The exceptional quality of the present work is matched by an illustrious provenance. Having passed through the hands of the famed Surrealist dealer Alexander Iolas, it was acquired by Chicago collectors Lindy and Edwin A. Bergman. A prominent businessman and art collector, Edwin Bergman was a co-founder of Chicago’s Museum of Contemporary Art. The couple assembled one of the most significant collections of Surrealist art, now housed at the Art Institute of Chicago, whilst their contemporary artworks were donated to Chicago’s Museum of Contemporary Art. The Bergmans owned a companion piece to Mains et bras - an untitled drawing showing a complex web of body parts that evade definitive interpretation while at the same time closely resembling the hands in the present work.
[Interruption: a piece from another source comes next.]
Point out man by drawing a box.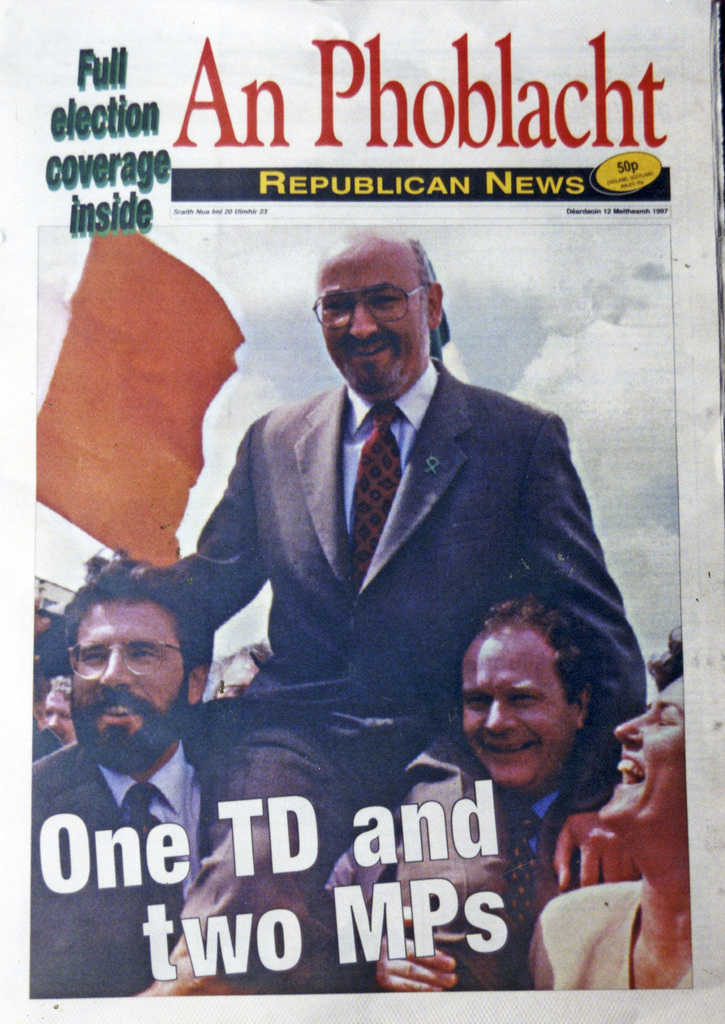
[left=29, top=550, right=203, bottom=991].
Subsequently, Mains et bras was acquired by William N. Copley, arguably the most prominent American collector of Surrealism. Copley was a friend and patron of many Surrealist artists including Magritte, Man Ray and Duchamp, and was an artist in his own right. While his eponymous Copley Galleries in Beverly Hills was a short-lived venture—opening in 1948 and closing down the following year—it staged six now-legendary exhibitions of Magritte, Tanguy, Matta, Cornell, Man Ray and Ernst. A part of Copley’s private collection, including Mains et bras, was sold at a two-day auction held at Sotheby Parke Bernet in New York in November 1979.